Kyla Scanlon began creating educational content about the economy when the pandemic hit because she realized that people needed to understand the economy. Her content took off and she soon developed a following on social media for her videos that unpacked the economy without all the muddled jargon.
Since then, Scanlon has contributed to Bloomberg Opinion, The New York Times and New York Magazine and is credited with coining the term “vibecession,” which argues that how people feel about the economy has more impact than you might expect. Her book In This Economy?: How Money & Markets Really Work is a layperson’s guide to a conversation typically dominated by academics.
SUCCESS: What made you decide to create finance content?
Kyla Scanlon: It kind of began when I was in college—I had this blog called Scanlon on Stocks where I talked about my trading experience. The whole goal of the blog was to help educate people on the markets because I felt like that was really important.
I graduated and moved out to Los Angeles to work for a company called Capital Group. And then the pandemic happened. I made the decision to leave Capital Group to focus on financial education. I grew up in Kentucky and didn’t really know anybody who worked in finance or studied the economy.
If you don’t understand how [the basics of economics] work, it’s hard to exist in the world and not feel confused. So my content began with that in mind.
S: Your website says you look at economics with a human-focused lens. What does that mean to you?
KS: If you look at traditional economic theories, they oftentimes will treat consumers as variables in a dataset. What I try to do is focus more on the people who are driving the economy. So I coined the term “vibecession,” which is that how people feel about the economy tends to outweigh the data.
When you’re talking to people about these big esoteric topics, you have to center them in the discourse. At the end of the day, people are the economy—the actions that people take are what drives consumer spending and government spending.
S: When did you realize that you needed to write a book?
KS: It wasn’t a big revelation where it’s like, “There has to be a book about this.” There’s a lot of very good beginner econ books like Economics in One Lesson by Harry Hazlitt, but that was [originally] written in [1946]. I wanted to provide a compilation of sources that people could turn to.

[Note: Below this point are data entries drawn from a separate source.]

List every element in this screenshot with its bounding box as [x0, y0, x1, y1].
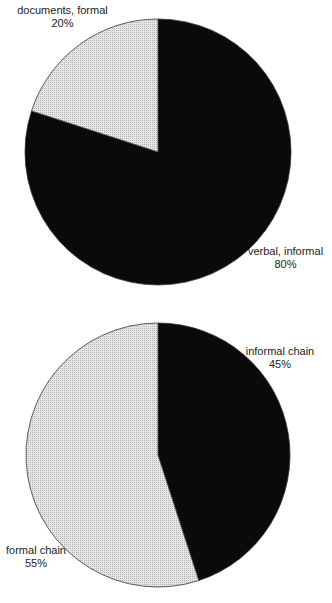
- slice-percent: 20%: [10, 17, 115, 30]
- slice-label-informal-chain: informal chain 45%: [240, 345, 320, 371]
- slice-label-verbal-informal: verbal, informal 80%: [243, 245, 328, 271]
- pie-chart-communication-type: documents, formal 20% verbal, informal 8…: [0, 0, 332, 300]
- pie-chart-chain-type: informal chain 45% formal chain 55%: [0, 300, 332, 603]
- slice-label-documents-formal: documents, formal 20%: [10, 4, 115, 30]
- slice-percent: 80%: [243, 258, 328, 271]
- slice-percent: 45%: [240, 358, 320, 371]
- slice-name: informal chain: [240, 345, 320, 358]
- slice-label-formal-chain: formal chain 55%: [6, 544, 66, 570]
- slice-name: formal chain: [6, 544, 66, 557]
- slice-percent: 55%: [6, 557, 66, 570]
- slice-name: documents, formal: [10, 4, 115, 17]
- slice-name: verbal, informal: [243, 245, 328, 258]
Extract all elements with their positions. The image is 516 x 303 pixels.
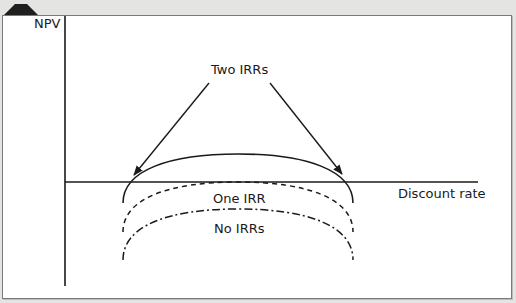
no-irrs-label: No IRRs xyxy=(214,221,264,236)
one-irr-label: One IRR xyxy=(213,191,266,206)
npv-profile-diagram xyxy=(0,0,516,303)
arrow-right-irr xyxy=(270,83,342,174)
x-axis-label: Discount rate xyxy=(398,186,486,201)
two-irrs-label: Two IRRs xyxy=(211,62,268,77)
y-axis-label: NPV xyxy=(34,16,60,31)
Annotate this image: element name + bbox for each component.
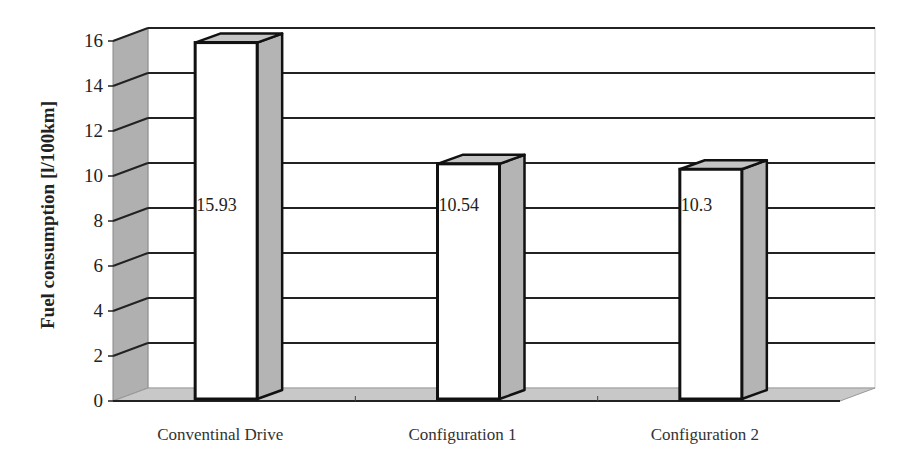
x-category-label: Conventinal Drive: [157, 425, 283, 444]
x-category-label: Configuration 1: [408, 425, 516, 444]
y-tick-label: 6: [94, 255, 104, 276]
bar-1: 10.54: [438, 155, 525, 399]
y-tick-label: 2: [94, 345, 104, 366]
y-tick-label: 4: [94, 300, 104, 321]
data-label: 10.54: [439, 195, 480, 215]
bar-2: 10.3: [680, 160, 767, 399]
x-axis-labels: Conventinal DriveConfiguration 1Configur…: [157, 425, 759, 444]
data-label: 15.93: [196, 195, 237, 215]
y-axis-title: Fuel consumption [l/100km]: [37, 101, 58, 329]
bar-0: 15.93: [195, 34, 282, 399]
y-tick-label: 16: [84, 30, 103, 51]
y-axis-ticks: 0246810121416: [84, 30, 113, 411]
y-tick-label: 10: [84, 165, 103, 186]
bar-chart: 15.9310.5410.3 0246810121416 Conventinal…: [0, 0, 912, 468]
y-tick-label: 0: [94, 390, 104, 411]
y-tick-label: 14: [84, 75, 104, 96]
y-tick-label: 8: [94, 210, 104, 231]
data-label: 10.3: [681, 195, 713, 215]
x-category-label: Configuration 2: [651, 425, 759, 444]
y-tick-label: 12: [84, 120, 103, 141]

It takes things from esteemed economists, cultural researchers and philosophers and ties it together into a book that will hopefully give access to the information people need to understand the economy.
S: What is the main takeaway you would like people to have from this book?
KS: [This book] is meant to be a toolbox, so [readers] can understand what inflation is, what the housing market is doing, what the labor markets are doing—all of those things to understand media headlines better and hopefully make better decisions about their own economic path.
S: Are there any misconceptions about the economy that need to be addressed?
KS: I think a lot of people misunderstand things like inflation. So when we say “inflation is going down,” that doesn’t mean the prices are going down; it just means that prices are going up slower. Or if you look at certain labor metrics, the strength of the market is not best measured by the Job Openings and Labor Turnover Survey (JOLTS), it’s probably better measured through a metric called quits.
There are so many confusing parts to the economy in terms of how we measure it, how we talk about it—like GDP probably isn’t a great indicator of economic power; it’s just an indicator of how much people can spend or how much the government is spending. There are endless misconceptions about the economy because we’re not really taught what it is.
S: Is there anything I haven’t asked that you would like to add?
KS: The biggest thing is who the book is for, which is anybody who wants to understand the economy. And the importance of understanding the economy, especially in an election year, where we have this very big decision upcoming. What do the different policies that are being set forth actually mean for you and your future?
When you ask about misconceptions, we do have a misconception that the economy is not something that we have to understand, but I definitely think that we do. It’s something that we live in every single day.